|
|
|
|
Comp. Pct.
|
TD
|
Int.
|
Rating
|
Starters' W-L
|
|
Under 35
|
56.1
|
219
|
209
|
74.4
|
83-105
|
|
35+older
|
59.5
|
101
|
34
|
94.7
|
36-14
|
In a hotel lobby at the NFL Annual Meeting in Orlando last March, Miami Dolphins coach Jimmy Johnson was taken aside by his right-hand man, director of football operations Bob Ackles. The negotiations between several clubs and free-agent defensive tackle Sean Gilbert were heating up, and Ackles was delivering some bad news about Gilbert, whose services Johnson coveted. The player's price tag had gone up another $1 million a year, and Ackles needed to know if the Dolphins would stay in the game or fold. "Jimmy," Ackles told his boss, "they're talking seven years, $45 million. Maybe $10 million up front."
Johnson blanched. "Well, wish him good luck," he said. "We're out." Those might have been the seven smartest words Johnson ever uttered.
The Carolina Panthers outlasted all other bidders and gave Gilbert the richest contract for a defensive player in NFL history, a seven-year, $45.4 million deal. The total dollars and $10 million signing bonus were nearly identical to what the Green Bay Packers had given three-time league MVP Brett Favre nine months earlier, and the Panthers had to send the Washington Redskins first-round draft choices in '99 and 2000 as compensation for signing Gilbert, the Redskins' franchise player. That's a lot to give up for a guy who sat out the '97 season because of a contract dispute.
While Gilbert gets $10.7 million this season in bonus and salary, the 11 starters on the Dolphins defense, which has allowed the fewest points in the league, are playing for a collective salary-cap figure of $10.9 million. Now, at the season's midpoint, Miami is locked in a four-team scramble atop the tough AFC East with a 5-3 record; Carolina is trolling the bottom of the weak-sister NFC West at 1-7, having won for the first time on Sunday.
If the season's first half has taught us anything—other than that the Denver Broncos' Super Bowl win last January was no fluke, or that Buffalo Bills quarterback Doug Flutie is certainly not Doug Flukie—it's that the fool's gold of free agency is crippling teams like never before. Among the clubs driven to distraction by the new $17.6 billion network television contracts signed early this year, Carolina and the Washington Redskins ran amok through the free-agent market and have two wins between them to show for their investments.
Carolina bought Gilbert and cornerback Doug Evans, and Washington signed defensive tackles Dana Stubblefield and Dan Wilkinson. Total cost: $128 million. Evans has been burned more often than dry California woodlands, and Gilbert, Stubblefield and Wilkinson have combined for six sacks and 72 solo tackles. With the exception of the hard-driving John Randle, who re-upped with the Minnesota Vikings and has keyed the defense in the team's surprising 7-1 start, none of the free-agent defensive linemen who broke the $5 million-a-year barrier-including Chester McGlockton, who after signing with the Kansas City Chiefs missed the first six games with a back injury, and Eric Swarm, who re-signed with the Arizona Cardinals—have been remotely worth the expense. Meanwhile, in addition to Miami, which also courted McGlockton and Randle, the Jacksonville Jaguars shopped for high-priced defensive line help, thought better of paying the going rate and still lead the AFC Central at 6-2.
"I think what this free-agent crop proves is that free agency's really a crapshoot," Johnson said last Thursday I never liked free agency, and after this I hate it." That night he defended his former assistant, embattled Redskins coach Norv Turner. "Dana Stubblefield's got his money, his $8 million [signing bonus], right?" Johnson said. "Fair or unfair, Norv sooner or later could be out of a job. You give Norv those 15 sacks, like Stubblefield had last year [with the San Francisco 49ers], and he keeps his job. Why is it never the player's fault?
"Coaching is harder than ever. Free agency's the reason. Years ago, players would say, 'I'll run through a brick wall for you.' Then it became, 'Tell me why I have to run through the brick wall' Today it's, 'I've got enough money in the bank, so I'm not running through a brick wall for anybody.' "
Eight games do not a new career make, but Gilbert, who was moved from tackle (the position he played most of his first five years in the league) to right end in the Panthers' zone-blitz scheme, has two sacks and nine quarterback pressures, and opponents have rarely felt the need to double-team him. "We single-blocked him, and he didn't do much to us," says one assistant coach who has faced Gilbert this year. "He was nothing special."
Gilbert blamed his poor production on the fact that he's playing end in a 3-4 alignment, and his argument has some merit. An end in the 3-4 sets up plays for the outside linebackers. But it's a weak excuse to say an end can't be a playmaker, because other 3-4 ends have been impact players. The New York Giants' Leonard Marshall set up plays for outside linebacker Lawrence Taylor but still was a double-digit sack man in three of his 10 seasons.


Action item — Identify and pull out each line of the entries in which "Chronic" occurs.

* * * * * * *

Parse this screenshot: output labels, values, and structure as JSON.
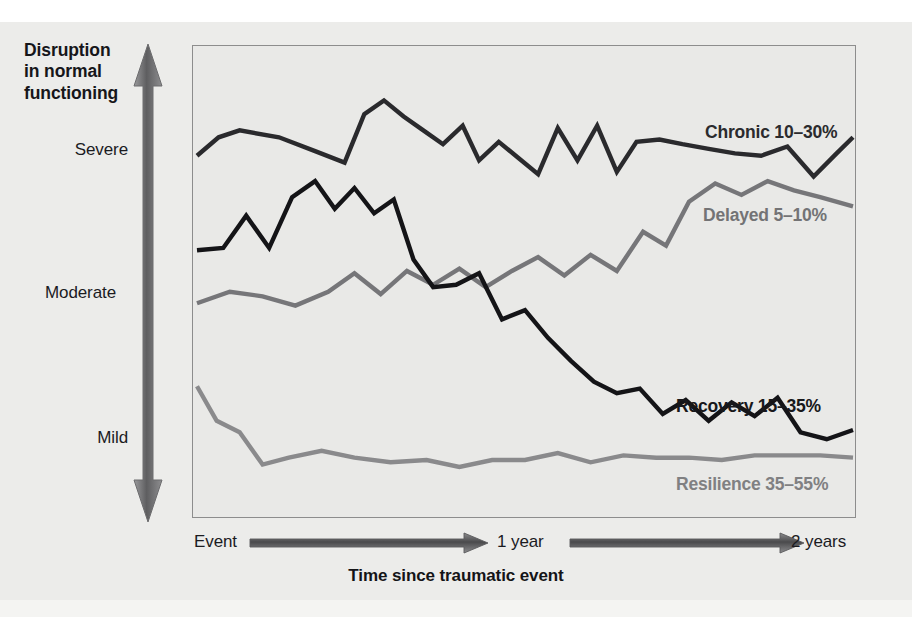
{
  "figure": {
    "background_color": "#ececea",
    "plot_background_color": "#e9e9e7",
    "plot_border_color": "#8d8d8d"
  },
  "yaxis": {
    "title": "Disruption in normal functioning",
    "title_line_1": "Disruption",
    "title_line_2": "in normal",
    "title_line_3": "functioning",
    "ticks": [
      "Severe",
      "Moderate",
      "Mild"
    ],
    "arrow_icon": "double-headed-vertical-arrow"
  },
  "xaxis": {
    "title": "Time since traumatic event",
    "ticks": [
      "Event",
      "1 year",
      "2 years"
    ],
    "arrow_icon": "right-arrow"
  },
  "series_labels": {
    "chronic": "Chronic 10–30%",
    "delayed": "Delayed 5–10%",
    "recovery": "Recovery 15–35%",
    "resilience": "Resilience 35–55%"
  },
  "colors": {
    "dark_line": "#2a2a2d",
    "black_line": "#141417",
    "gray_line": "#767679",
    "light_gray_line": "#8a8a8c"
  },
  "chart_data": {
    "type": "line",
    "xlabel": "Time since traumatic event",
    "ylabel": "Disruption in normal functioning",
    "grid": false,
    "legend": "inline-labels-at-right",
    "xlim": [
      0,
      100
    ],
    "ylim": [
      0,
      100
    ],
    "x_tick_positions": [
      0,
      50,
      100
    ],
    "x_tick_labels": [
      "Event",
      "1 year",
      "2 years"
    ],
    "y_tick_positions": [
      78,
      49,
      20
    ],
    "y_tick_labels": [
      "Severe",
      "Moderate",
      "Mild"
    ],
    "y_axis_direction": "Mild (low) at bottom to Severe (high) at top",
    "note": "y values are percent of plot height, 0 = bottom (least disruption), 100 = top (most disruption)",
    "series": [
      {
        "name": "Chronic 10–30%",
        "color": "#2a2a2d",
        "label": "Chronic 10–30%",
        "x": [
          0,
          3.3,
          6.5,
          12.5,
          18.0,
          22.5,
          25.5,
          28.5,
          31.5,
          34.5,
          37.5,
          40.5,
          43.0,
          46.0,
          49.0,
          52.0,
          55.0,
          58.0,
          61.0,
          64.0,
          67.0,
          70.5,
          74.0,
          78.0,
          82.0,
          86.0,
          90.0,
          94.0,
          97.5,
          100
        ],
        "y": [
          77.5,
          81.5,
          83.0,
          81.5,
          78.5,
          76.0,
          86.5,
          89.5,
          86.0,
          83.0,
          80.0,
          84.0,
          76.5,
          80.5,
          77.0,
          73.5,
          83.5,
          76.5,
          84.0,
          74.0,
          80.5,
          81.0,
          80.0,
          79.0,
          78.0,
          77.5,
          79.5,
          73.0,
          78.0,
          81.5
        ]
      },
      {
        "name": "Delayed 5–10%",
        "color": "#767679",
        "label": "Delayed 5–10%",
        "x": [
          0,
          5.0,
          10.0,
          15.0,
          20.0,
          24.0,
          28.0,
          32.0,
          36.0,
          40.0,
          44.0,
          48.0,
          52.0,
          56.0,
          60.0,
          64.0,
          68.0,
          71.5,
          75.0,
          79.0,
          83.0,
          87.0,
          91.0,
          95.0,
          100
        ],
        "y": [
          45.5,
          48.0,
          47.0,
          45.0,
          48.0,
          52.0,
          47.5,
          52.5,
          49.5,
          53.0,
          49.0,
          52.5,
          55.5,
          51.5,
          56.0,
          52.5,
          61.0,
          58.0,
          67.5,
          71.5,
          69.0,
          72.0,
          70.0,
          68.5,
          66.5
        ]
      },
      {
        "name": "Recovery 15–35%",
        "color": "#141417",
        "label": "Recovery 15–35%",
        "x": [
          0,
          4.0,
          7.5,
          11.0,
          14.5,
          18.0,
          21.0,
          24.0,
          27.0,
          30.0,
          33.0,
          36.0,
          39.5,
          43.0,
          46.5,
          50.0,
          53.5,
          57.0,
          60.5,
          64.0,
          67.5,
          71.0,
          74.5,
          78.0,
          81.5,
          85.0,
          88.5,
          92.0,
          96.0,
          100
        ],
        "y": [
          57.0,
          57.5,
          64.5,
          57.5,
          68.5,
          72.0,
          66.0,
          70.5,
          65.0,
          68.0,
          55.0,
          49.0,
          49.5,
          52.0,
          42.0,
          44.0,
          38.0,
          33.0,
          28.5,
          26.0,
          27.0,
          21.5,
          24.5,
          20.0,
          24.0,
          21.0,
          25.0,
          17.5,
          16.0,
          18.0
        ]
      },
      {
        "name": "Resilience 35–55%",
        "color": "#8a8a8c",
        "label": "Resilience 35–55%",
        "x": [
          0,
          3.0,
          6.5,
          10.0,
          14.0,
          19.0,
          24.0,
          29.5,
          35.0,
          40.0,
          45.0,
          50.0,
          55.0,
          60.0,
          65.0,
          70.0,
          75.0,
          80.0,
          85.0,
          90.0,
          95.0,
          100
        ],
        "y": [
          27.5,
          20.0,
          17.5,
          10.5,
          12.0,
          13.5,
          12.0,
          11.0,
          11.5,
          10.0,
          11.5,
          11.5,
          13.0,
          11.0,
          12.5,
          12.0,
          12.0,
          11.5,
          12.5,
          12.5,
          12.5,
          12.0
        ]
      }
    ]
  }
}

* * * * * * *

Result of this task —
    "chronic": "Chronic 10–30%",
        "name": "Chronic 10–30%",
        "label": "Chronic 10–30%",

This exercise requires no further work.